The first excerpt represents the element of Air. It speaks of mental influences and the process of thought, and is drawn from My Bondage and My Freedom by Frederick Douglass:

and against northern timidity, the slave power has been victorious; but against the spread and prevalence in the country, of a spirit of resistance to its aggression, and of sentiments favorable to its entire overthrow, it has yet accomplished nothing. Every measure, yet devised and executed, having for its object the suppression <369>of anti-slavery, has been as idle and fruitless as pouring oil to extinguish fire. A general rejoicing took place on the passage of "the compromise measures" of 1850. Those measures were called peace measures, and were afterward termed by both the great parties of the country, as well as by leading statesmen, a final settlement of the whole question of


My Bondage and My Freedom
The second excerpt represents the element of Fire. It speaks of emotional influences and base passions, and is drawn from The Enchanted Island of Yew by L. Frank Baum:

enter this cave."

"Why?" inquired the prince, who really knew little of the world, and was interested in everything he saw and heard.

"Because it is the stronghold of the robber king, and when you opened that gate you caused a bell to ring far down on the hillside. So the robbers are now warned that an enemy is in their cave, and they will soon arrive to make you a prisoner, even as I am."

"Ah, I see!" said the prince, with a laugh, "It is a rather clever contrivance; but having been warned in time I should indeed be foolish to be caught in such a trap."

With this he half drew his sword, but thinking that robbers were not


The Enchanted Island of Yew
The third excerpt represents the element of Water. It speaks of pure spiritual influences and feelings of love, and is drawn from Lucile by Owen Meredith:

Seem'd the type of some joy lost, and miss'd, in himself. Ever welcome he suffer'd her glad face to glide In on hours when to others his door was denied: And many a time with a mute moody look He would watch her at prattle and play, like a brook Whose babble disturbs not the quietest spot, But soothes us because we need answer it not.

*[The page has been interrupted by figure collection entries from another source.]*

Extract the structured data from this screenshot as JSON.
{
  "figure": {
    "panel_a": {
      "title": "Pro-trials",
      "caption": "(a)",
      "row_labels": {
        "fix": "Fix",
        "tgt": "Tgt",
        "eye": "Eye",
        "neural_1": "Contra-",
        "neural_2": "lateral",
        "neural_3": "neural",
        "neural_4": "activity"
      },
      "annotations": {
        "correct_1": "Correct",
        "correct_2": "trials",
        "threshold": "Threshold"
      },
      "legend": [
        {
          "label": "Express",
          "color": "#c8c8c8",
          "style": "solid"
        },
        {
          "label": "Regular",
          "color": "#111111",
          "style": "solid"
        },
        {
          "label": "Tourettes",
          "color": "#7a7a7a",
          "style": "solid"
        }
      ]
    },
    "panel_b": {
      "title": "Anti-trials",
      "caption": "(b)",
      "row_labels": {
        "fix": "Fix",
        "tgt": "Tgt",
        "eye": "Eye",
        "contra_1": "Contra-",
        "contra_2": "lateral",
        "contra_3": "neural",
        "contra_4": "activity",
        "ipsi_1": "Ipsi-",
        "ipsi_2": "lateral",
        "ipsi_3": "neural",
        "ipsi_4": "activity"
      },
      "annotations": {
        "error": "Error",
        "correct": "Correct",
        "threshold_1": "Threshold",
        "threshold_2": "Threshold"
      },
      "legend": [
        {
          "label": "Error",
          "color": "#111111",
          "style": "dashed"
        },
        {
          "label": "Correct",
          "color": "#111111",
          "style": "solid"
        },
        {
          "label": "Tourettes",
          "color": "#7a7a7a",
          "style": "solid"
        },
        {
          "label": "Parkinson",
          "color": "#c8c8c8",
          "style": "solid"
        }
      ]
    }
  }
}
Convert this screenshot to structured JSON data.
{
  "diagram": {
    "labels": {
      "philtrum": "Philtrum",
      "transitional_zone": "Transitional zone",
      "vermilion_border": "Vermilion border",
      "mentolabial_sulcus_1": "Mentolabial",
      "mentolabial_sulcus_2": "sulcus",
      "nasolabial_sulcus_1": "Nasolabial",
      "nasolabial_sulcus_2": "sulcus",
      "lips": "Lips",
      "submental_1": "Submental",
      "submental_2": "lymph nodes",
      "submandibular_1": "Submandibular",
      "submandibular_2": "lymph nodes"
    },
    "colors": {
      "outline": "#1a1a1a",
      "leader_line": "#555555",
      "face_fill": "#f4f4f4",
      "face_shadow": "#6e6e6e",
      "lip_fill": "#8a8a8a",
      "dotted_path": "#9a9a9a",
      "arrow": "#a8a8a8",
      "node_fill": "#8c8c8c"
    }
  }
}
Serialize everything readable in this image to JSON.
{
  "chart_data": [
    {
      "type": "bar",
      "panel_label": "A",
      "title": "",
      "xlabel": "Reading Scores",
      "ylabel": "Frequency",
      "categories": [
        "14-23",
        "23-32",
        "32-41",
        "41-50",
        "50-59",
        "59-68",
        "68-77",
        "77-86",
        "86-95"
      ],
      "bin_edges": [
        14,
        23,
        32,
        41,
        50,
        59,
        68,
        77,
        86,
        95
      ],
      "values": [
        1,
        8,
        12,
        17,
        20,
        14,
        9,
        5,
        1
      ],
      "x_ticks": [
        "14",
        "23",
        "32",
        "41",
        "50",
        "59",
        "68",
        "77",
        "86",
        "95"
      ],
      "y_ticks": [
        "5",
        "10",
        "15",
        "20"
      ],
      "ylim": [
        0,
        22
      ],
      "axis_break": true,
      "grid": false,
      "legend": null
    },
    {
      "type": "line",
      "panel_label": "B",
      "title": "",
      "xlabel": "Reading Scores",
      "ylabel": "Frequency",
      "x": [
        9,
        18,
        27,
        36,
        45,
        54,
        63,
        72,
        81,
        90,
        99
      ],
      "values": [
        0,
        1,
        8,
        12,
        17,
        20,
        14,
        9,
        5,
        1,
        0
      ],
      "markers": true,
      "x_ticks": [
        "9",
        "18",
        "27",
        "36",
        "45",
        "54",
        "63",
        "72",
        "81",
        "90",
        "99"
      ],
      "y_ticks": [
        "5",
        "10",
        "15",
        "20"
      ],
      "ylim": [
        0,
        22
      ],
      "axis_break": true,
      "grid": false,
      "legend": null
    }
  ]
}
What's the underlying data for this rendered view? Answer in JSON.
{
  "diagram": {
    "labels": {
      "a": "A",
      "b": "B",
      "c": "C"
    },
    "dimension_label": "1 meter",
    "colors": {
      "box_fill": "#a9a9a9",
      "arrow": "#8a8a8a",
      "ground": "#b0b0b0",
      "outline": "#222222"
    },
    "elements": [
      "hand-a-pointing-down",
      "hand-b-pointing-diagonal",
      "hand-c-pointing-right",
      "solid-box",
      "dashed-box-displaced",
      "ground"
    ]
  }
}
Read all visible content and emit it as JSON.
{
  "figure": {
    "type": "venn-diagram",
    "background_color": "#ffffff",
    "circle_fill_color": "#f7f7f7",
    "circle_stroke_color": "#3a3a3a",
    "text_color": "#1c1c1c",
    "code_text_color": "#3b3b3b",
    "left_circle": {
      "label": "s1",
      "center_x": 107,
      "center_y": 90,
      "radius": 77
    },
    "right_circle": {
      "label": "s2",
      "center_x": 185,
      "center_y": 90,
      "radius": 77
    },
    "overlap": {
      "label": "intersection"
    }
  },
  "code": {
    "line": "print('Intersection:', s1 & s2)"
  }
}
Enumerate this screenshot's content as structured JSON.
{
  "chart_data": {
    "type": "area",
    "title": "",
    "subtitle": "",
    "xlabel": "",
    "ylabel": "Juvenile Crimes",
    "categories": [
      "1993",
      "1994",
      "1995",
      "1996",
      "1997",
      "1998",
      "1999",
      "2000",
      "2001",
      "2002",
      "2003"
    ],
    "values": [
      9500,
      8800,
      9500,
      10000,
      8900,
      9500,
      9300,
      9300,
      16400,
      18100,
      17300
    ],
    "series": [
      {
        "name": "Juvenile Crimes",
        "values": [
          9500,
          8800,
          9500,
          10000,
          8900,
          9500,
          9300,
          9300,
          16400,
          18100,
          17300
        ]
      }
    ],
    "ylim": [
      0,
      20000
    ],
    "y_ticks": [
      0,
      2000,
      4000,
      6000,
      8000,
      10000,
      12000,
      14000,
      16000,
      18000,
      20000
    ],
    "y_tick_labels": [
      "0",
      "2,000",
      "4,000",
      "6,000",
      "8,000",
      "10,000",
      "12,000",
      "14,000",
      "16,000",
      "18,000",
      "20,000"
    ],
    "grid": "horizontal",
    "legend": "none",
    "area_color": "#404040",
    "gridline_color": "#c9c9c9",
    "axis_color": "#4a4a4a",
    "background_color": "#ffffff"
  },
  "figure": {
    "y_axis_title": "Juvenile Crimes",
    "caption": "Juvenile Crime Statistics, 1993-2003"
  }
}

But few years had pass'd o'er that childhood before A change came among them. A letter, which bore Sudden consequence with it, one morning was placed In the hands of the lord of the chateau. He paced

The fourth excerpt represents the element of Earth. It speaks of physical influences and the impact of the unseen on the visible world, and is drawn from Domestic Peace by Honore de Balzac:

first by the Count's look of suffering and dejection, she had become more so on seeing her rival's beauty, and the corruption of society had gripped her heart. As she crossed the Pont Royal she threw away the desecrated hair at the back of the diamond, given to her once as a token of the purest affection. She wept as she remembered the bitter grief to which she had so long been a victim, and shuddered more than once as she reflected that the duty of a woman, who wishes for peace in her home, compels her to bury sufferings so keen as hers at the bottom of her heart, and without a complaint.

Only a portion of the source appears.